Miss Waters looked a trifle disappointed.
“Well, then,” she said. “Go ahead working until your time’s up, and then I’ll walk up to the Library with you.”
Aghast, horrified, Rosaleen pretended to draw, thinking desperately of some means of getting rid of Miss Waters. While all the time she could hear Miss Waters getting ready, scrabbling about in her bedroom, dropping things, and hunting for other things in bureau drawers. Presently she came out, and in spite of the mild October day, she was wearing her dreadful old sealskin coat with the high, puffed shoulders that made her look so huddled, and perched high on her cottony hair, the small fur hat that always blew off. It was always an infliction for Rosaleen to walk with this poor old scarecrow, and on this day it was nothing short of torture.
Sedately, arm in arm, they walked along Tenth Street and turned up Fifth Avenue, Miss Waters leaning heavily upon Rosaleen and chattering with youthful exuberance, roguishly aware of the glances that followed her. And her hat did blow off, and bowled along ahead of them, like a dusty, terrified little animal, until a man stopped it with his foot and with disdain and in silence returned it to the dishevelled artist. She thanked him, giggling, gathering her cottony hair in both hands to stuff it back under the hat.
“I thought I had a pin in it,” she explained.
After this, she looked wilder than ever, and the rough October wind swirling about her skirts revealed a hole in each of her stockings. And presently she gave a dismayed shriek, and clutched her sealskin coat about her.
“Oh!” she cried. “The button’s just come off!”
“What button?” asked Rosaleen.
“The button on my coat. Have you a pin, my dear?”
“I’m sorry, but I haven’t. Does it matter much?”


▸ **TASK INSTRUCTIONS**:
The result should be an exact copy of the entries below, free of pictures.

════════════════════

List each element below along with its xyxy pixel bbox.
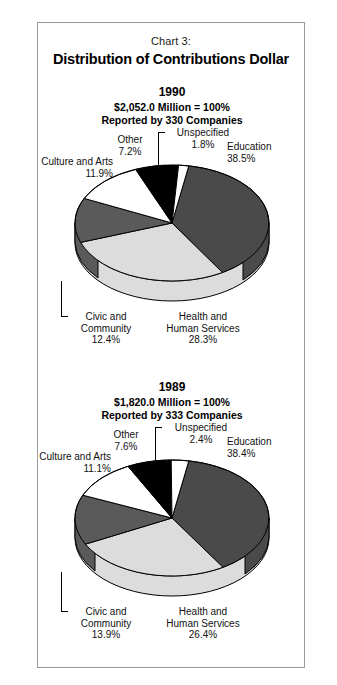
panel-amount-1989: $1,820.0 Million = 100% [38,396,306,408]
pie-panel-1989: 1989 $1,820.0 Million = 100% Reported by… [38,380,306,655]
pie-label-unspecified-1989: Unspecified 2.4% [155,422,247,445]
label-value: 12.4% [92,334,120,345]
pie-top-face-1990 [75,165,269,281]
chart-figure: Chart 3: Distribution of Contributions D… [37,22,305,668]
label-value: 2.4% [190,434,213,445]
pie-label-other-1990: Other 7.2% [95,134,165,157]
label-text: Civic and [85,311,126,322]
pie-label-hhs-1990: Health and Human Services 28.3% [148,311,258,346]
label-text: Health and [179,606,227,617]
leader-civic-1990-h [61,316,68,317]
pie-label-culture-1989: Culture and Arts 11.1% [6,451,111,474]
label-text2: Human Services [166,323,239,334]
label-text2: Community [81,618,132,629]
label-text: Other [113,429,138,440]
label-value: 13.9% [92,629,120,640]
label-value: 7.2% [119,146,142,157]
pie-top-face-1989 [75,460,269,576]
panel-year-1989: 1989 [38,380,306,394]
panel-companies-1990: Reported by 330 Companies [38,114,306,126]
label-value: 7.6% [115,441,138,452]
label-text: Culture and Arts [39,451,111,462]
label-text2: Human Services [166,618,239,629]
pie-label-civic-1990: Civic and Community 12.4% [61,311,151,346]
label-value: 11.1% [83,463,111,474]
label-value: 11.9% [85,168,113,179]
label-value: 38.4% [227,448,255,459]
page-title: Distribution of Contributions Dollar [38,51,304,67]
panel-year-1990: 1990 [38,85,306,99]
pie-label-civic-1989: Civic and Community 13.9% [61,606,151,641]
label-text: Health and [179,311,227,322]
pie-label-culture-1990: Culture and Arts 11.9% [8,156,113,179]
label-text: Unspecified [177,127,229,138]
panel-amount-1990: $2,052.0 Million = 100% [38,101,306,113]
leader-unspecified-1989-h [155,427,162,428]
label-value: 38.5% [227,153,255,164]
label-value: 26.4% [189,629,217,640]
label-text: Culture and Arts [41,156,113,167]
leader-civic-1990-v [61,281,62,316]
leader-unspecified-1990-h [158,132,165,133]
leader-civic-1989-h [61,611,68,612]
label-text: Civic and [85,606,126,617]
pie-label-unspecified-1990: Unspecified 1.8% [158,127,248,150]
label-text: Unspecified [175,422,227,433]
pie-label-hhs-1989: Health and Human Services 26.4% [148,606,258,641]
label-value: 1.8% [192,139,215,150]
pie-panel-1990: 1990 $2,052.0 Million = 100% Reported by… [38,85,306,360]
label-text2: Community [81,323,132,334]
label-value: 28.3% [189,334,217,345]
leader-civic-1989-v [61,572,62,611]
chart-number-label: Chart 3: [38,35,304,47]
pie-label-other-1989: Other 7.6% [91,429,161,452]
panel-companies-1989: Reported by 333 Companies [38,409,306,421]
label-text: Other [117,134,142,145]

════════════════════

▸ **OUTPUT FOR THIS EXERCISE**:
List each element below along with its xyxy pixel bbox.
panel-amount-1989: $1,820.0 Million = 100% [38,396,306,408]
pie-panel-1989: 1989 $1,820.0 Million = 100% Reported by… [38,380,306,655]
pie-label-unspecified-1989: Unspecified 2.4% [155,422,247,445]
label-value: 12.4% [92,334,120,345]
pie-top-face-1990 [75,165,269,281]
chart-figure: Chart 3: Distribution of Contributions D… [37,22,305,668]
label-value: 2.4% [190,434,213,445]
pie-label-other-1990: Other 7.2% [95,134,165,157]
label-text: Civic and [85,311,126,322]
pie-label-hhs-1990: Health and Human Services 28.3% [148,311,258,346]
label-text: Health and [179,606,227,617]
leader-civic-1990-h [61,316,68,317]
pie-label-culture-1989: Culture and Arts 11.1% [6,451,111,474]
label-text2: Human Services [166,323,239,334]
label-text2: Community [81,618,132,629]
label-text: Other [113,429,138,440]
label-value: 13.9% [92,629,120,640]
label-value: 7.2% [119,146,142,157]
pie-top-face-1989 [75,460,269,576]
panel-year-1989: 1989 [38,380,306,394]
panel-companies-1990: Reported by 330 Companies [38,114,306,126]
label-value: 7.6% [115,441,138,452]
label-text: Culture and Arts [39,451,111,462]
label-text2: Human Services [166,618,239,629]
pie-label-civic-1990: Civic and Community 12.4% [61,311,151,346]
label-value: 11.1% [83,463,111,474]
label-value: 11.9% [85,168,113,179]
label-value: 38.4% [227,448,255,459]
page-title: Distribution of Contributions Dollar [38,51,304,67]
panel-year-1990: 1990 [38,85,306,99]
pie-label-civic-1989: Civic and Community 13.9% [61,606,151,641]
label-text: Health and [179,311,227,322]
pie-label-culture-1990: Culture and Arts 11.9% [8,156,113,179]
label-text: Unspecified [177,127,229,138]
panel-amount-1990: $2,052.0 Million = 100% [38,101,306,113]
leader-unspecified-1989-h [155,427,162,428]
label-value: 38.5% [227,153,255,164]
label-value: 26.4% [189,629,217,640]
label-text: Culture and Arts [41,156,113,167]
leader-civic-1990-v [61,281,62,316]
leader-unspecified-1990-h [158,132,165,133]
leader-civic-1989-h [61,611,68,612]
label-text: Civic and [85,606,126,617]
pie-label-unspecified-1990: Unspecified 1.8% [158,127,248,150]
label-text: Unspecified [175,422,227,433]
pie-label-hhs-1989: Health and Human Services 26.4% [148,606,258,641]
label-value: 1.8% [192,139,215,150]
pie-panel-1990: 1990 $2,052.0 Million = 100% Reported by… [38,85,306,360]
label-text2: Community [81,323,132,334]
label-value: 28.3% [189,334,217,345]
leader-civic-1989-v [61,572,62,611]
chart-number-label: Chart 3: [38,35,304,47]
pie-label-other-1989: Other 7.6% [91,429,161,452]
panel-companies-1989: Reported by 333 Companies [38,409,306,421]
label-text: Other [117,134,142,145]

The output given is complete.